With both ends included, transcribe exactly the records below from their first line to the line that contains "Task: Click on the refresh-button: ↻".

-----

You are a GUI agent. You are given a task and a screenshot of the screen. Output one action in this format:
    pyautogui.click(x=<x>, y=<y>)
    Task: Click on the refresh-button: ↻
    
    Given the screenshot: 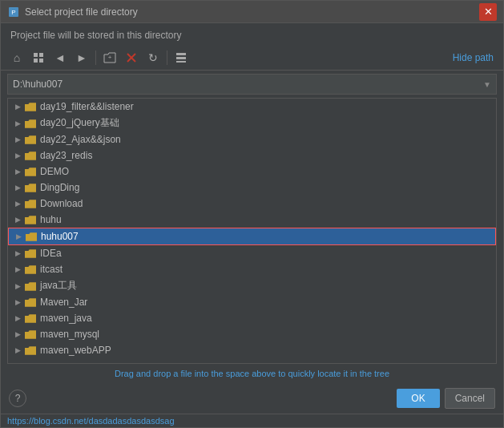 What is the action you would take?
    pyautogui.click(x=153, y=58)
    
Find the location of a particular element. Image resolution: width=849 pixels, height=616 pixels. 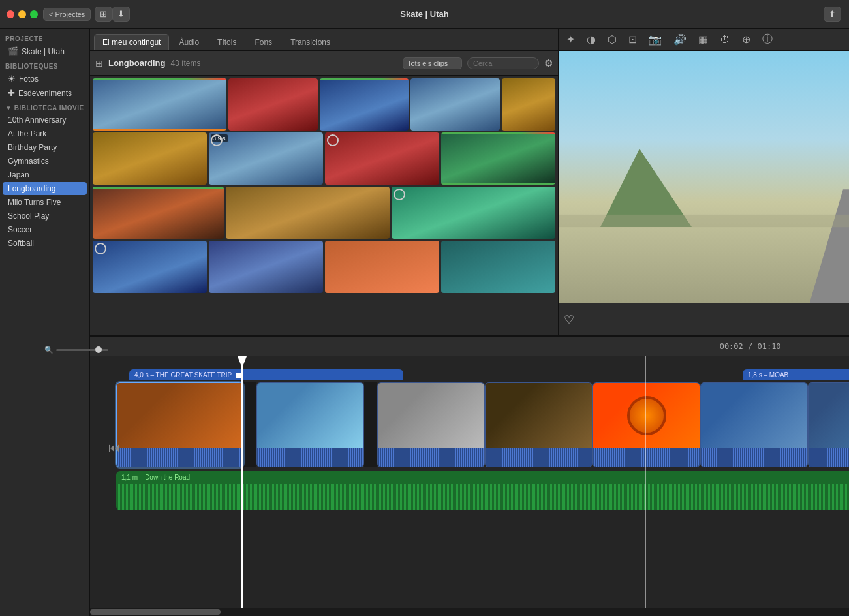

magic-wand-button: ✦ is located at coordinates (570, 39).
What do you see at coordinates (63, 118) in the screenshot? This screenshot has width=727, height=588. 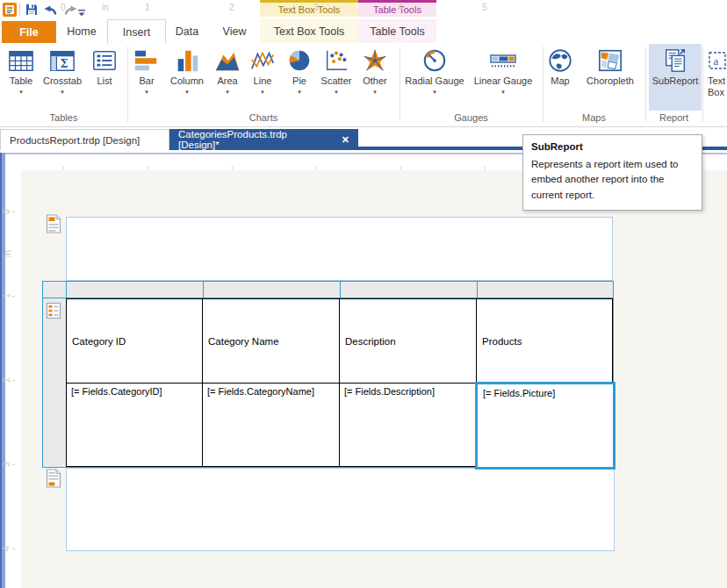 I see `group-label-tables: Tables` at bounding box center [63, 118].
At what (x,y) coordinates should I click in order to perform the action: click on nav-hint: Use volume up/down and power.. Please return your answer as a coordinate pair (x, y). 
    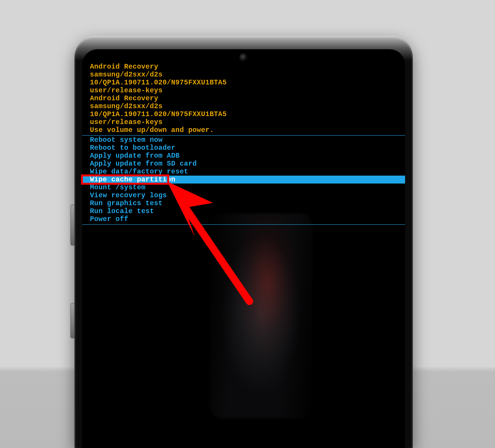
    Looking at the image, I should click on (248, 130).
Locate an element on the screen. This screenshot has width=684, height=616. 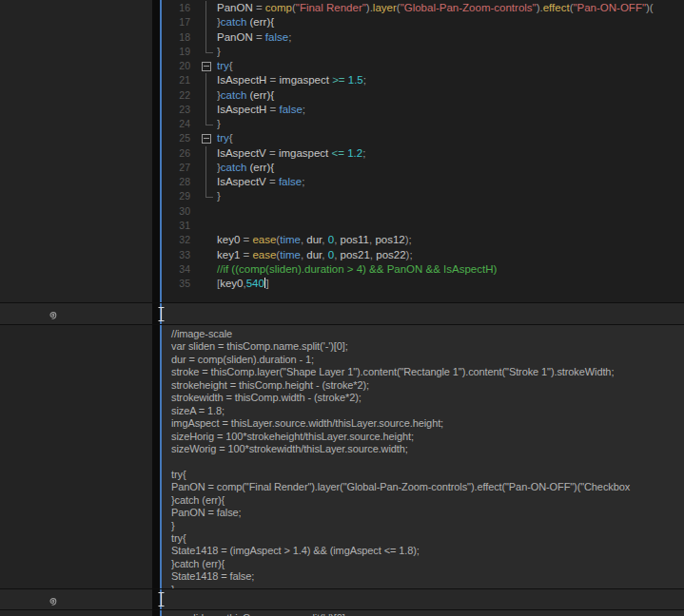
code-line: 20try{ is located at coordinates (422, 67).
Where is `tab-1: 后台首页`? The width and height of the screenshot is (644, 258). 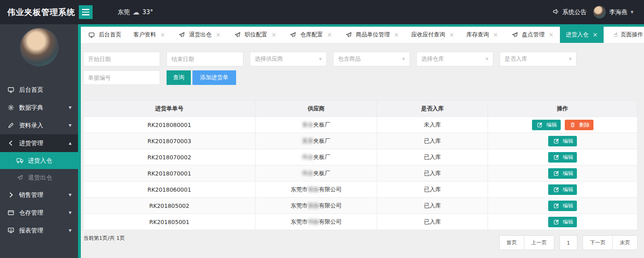 tab-1: 后台首页 is located at coordinates (104, 35).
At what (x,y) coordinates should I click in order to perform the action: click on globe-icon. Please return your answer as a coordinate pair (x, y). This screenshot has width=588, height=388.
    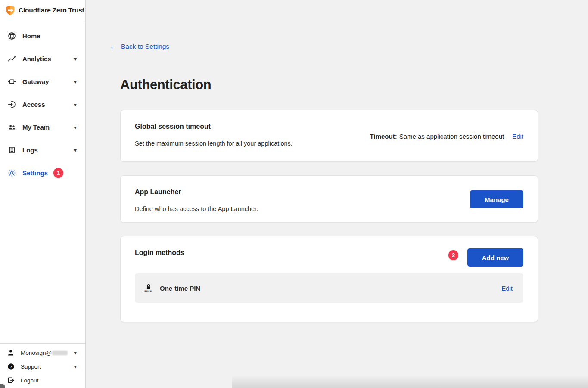
    Looking at the image, I should click on (12, 36).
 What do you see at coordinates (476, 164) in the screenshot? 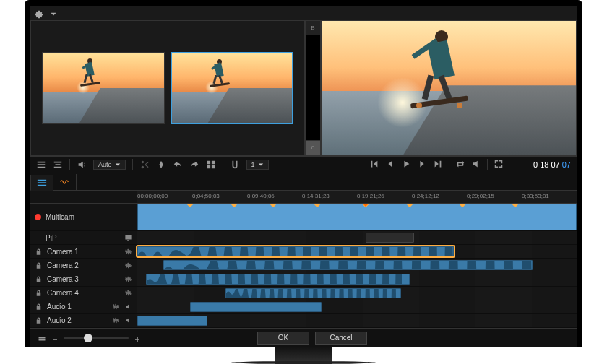
I see `speaker2-icon` at bounding box center [476, 164].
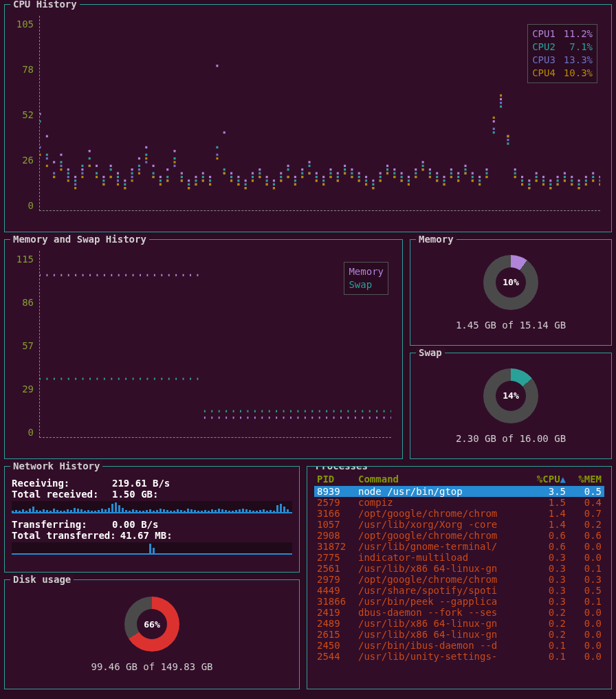 Image resolution: width=616 pixels, height=699 pixels. Describe the element at coordinates (441, 557) in the screenshot. I see `cell-cmd: indicator-multiload` at that location.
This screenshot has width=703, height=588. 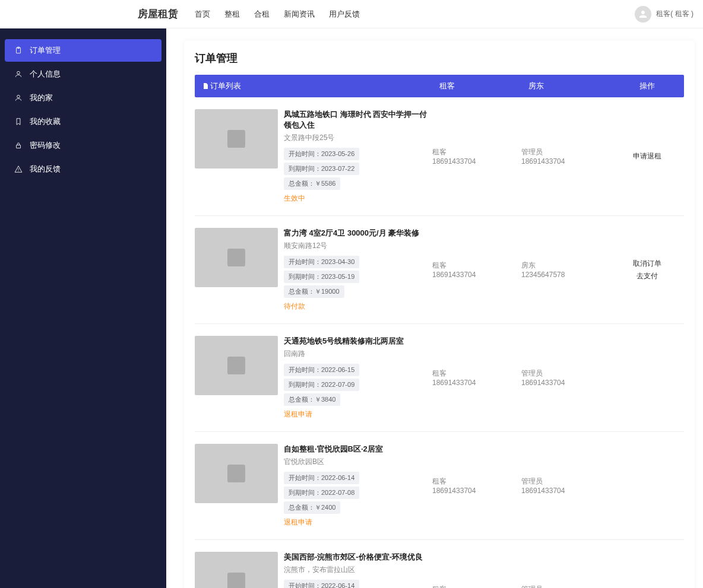 What do you see at coordinates (358, 462) in the screenshot?
I see `order-address: 官悦欣园B区` at bounding box center [358, 462].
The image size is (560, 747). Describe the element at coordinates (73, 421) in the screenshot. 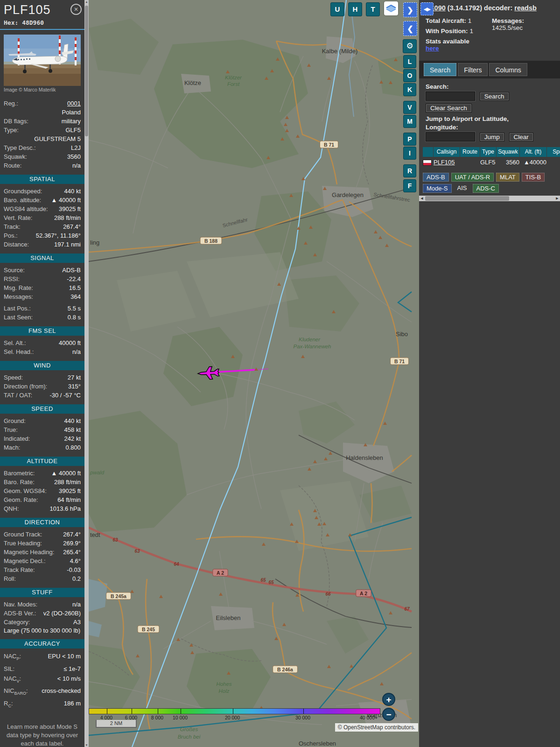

-----

▸ **Answer to the problem**
You are a GUI agent. You are given a task and a screenshot of the screen. Output one action in this format:
    pyautogui.click(x=<x>, y=<y>)
    Task: Click on the refresh-button: ↻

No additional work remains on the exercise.